First of all, thanks—not in terms of things going over your head. Although I will say this: one thing that felt important to me, and I know it felt important to Tommy too, when we were talking about the show in the early going was that the scientists talk like scientists and that they don't bother to translate for the viewer. That's something that The West Wing did so brilliantly, for me, and Mad Men does it too. And Boardwalk Empire does it.

I would say when I watch those shows, which are shows that I love, probably 15 percent of the dialogue just flies right over my head, and that's okay for me.

Certainly, it's never the intention of our show to alienate anybody, but it's a show that involves some real smarties, the smartest people on the planet, people who are certainly a lot smarter than I am, and we wanted to make their world feel credible along with delivering a show that is fun and strange and exciting and sexy at times. But the show has to be smarter to make that world of the science so credible.

In terms of the trend, a lot of people talk about this sad trend in feature films toward a mass dumbing down, and part of that might have to do with demographics, with courting a much younger audience, and this move towards fewer bigger bets and giant tentpoles. Probably some of it has to do with international markets and making movies that export well and that sort of thing. But for me, there are fewer and fewer movies released that actually excite me or interest me and fewer and fewer that seem like they're made for an adult audience. Simultaneously, there has been more and more TV that's made for an adult audience and for a more sophisticated audience. Part of it is that TV is such a great place for sophisticated adult storytelling, in part because of the giant canvas. You develop relationships with characters and you get to spend, in success, 100 hours with them or more. Along the way you can delve into complicated subject matter that it might be harder to delve into in two hours in a movie.
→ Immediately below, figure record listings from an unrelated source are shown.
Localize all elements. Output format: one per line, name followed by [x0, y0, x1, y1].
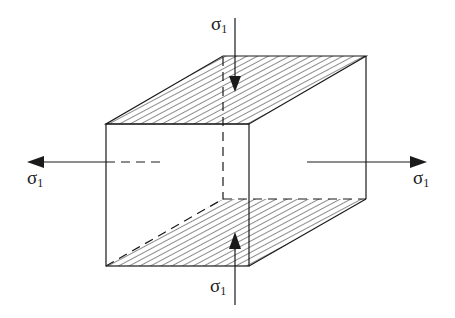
stress-cube-diagram — [0, 0, 455, 318]
top-face — [106, 56, 366, 124]
label-sigma-right: σ1 — [413, 168, 429, 189]
bottom-face — [106, 199, 366, 266]
arrow-left — [27, 156, 106, 168]
arrow-right — [307, 156, 427, 168]
label-sigma-top: σ1 — [211, 14, 227, 35]
label-sigma-bottom: σ1 — [210, 276, 226, 297]
label-sigma-left: σ1 — [27, 168, 43, 189]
There have always been great bastions of really, really smart storytelling on television. But I agree with you, it does seem like right now it's kind of a golden moment for those kinds of stories.

How do you go about, practically, writing a bunch of people who are smarter than you are? I mean it's not like you can call in a stunt brain.
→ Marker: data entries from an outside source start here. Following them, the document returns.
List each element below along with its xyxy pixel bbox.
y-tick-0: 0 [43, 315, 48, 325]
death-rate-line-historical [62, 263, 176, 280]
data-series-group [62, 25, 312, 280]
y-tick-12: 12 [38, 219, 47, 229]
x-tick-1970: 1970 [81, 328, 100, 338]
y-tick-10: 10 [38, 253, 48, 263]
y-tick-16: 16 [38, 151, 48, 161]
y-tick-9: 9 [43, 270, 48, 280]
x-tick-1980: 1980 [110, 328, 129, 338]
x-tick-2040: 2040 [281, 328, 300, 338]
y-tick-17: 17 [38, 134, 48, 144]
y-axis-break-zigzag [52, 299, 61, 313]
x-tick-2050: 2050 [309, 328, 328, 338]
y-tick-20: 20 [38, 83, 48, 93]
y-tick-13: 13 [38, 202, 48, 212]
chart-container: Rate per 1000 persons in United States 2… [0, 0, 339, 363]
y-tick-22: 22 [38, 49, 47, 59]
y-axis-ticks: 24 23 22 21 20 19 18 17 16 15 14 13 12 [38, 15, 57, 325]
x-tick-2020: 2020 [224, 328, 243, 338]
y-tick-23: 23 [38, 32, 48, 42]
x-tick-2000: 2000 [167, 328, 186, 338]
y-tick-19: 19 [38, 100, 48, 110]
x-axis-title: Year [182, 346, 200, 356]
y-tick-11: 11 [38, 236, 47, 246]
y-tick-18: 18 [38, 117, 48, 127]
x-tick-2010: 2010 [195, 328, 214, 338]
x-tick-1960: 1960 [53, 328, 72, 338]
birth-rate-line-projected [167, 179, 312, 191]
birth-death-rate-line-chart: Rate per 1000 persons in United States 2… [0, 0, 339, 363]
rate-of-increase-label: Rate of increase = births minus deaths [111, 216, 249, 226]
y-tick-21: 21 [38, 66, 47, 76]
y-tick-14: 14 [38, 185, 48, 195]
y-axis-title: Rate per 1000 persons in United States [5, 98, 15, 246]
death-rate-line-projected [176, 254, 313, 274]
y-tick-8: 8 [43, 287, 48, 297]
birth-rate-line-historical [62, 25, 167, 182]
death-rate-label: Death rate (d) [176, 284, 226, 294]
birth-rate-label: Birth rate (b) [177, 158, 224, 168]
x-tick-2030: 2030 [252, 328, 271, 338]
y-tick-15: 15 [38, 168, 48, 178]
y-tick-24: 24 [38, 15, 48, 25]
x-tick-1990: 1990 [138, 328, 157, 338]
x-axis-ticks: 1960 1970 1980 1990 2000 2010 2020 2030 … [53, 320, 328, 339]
I wish that I could call in a stunt brain. Sometimes we call in the kind of “hive mind.” The hope is when you have a staff of really smart people you've hired to help you think about a show and write the show, that collectively the best idea rises to the top and that collectively you're smarter than any one individual. In terms of the science, we have help from some fantastic advisors. We work with a guy who's a physics professor at UCLA named David Saltzberg, who incidentally is also the science consultant for The Big Bang Theory. He's incredibly smart, and I'm sure he's a great teacher too because he exercises a huge amount of generous patience while talking to us—and I'm sure that he exercises that in the classroom too. That's incredibly helpful to us as we're thinking about a piece of story, and there's a piece of physics that we need help with or if there's a story that needs to revolve around a scientific discovery. It's really helpful to talk to somebody who can help us get our heads around what is, for me at least, a really abstruse topic. I was not a science guy. I didn't study physics in college. The last physics class I took was many, many years ago, as like a junior in high school.

Also we do a lot of research and a lot of reading. Basically everybody that worked on the show in one definition or another is a bit of a nerd, you know? We're all people who really love the research aspects of the job and kind of fell in love with the subject matter, so that helped.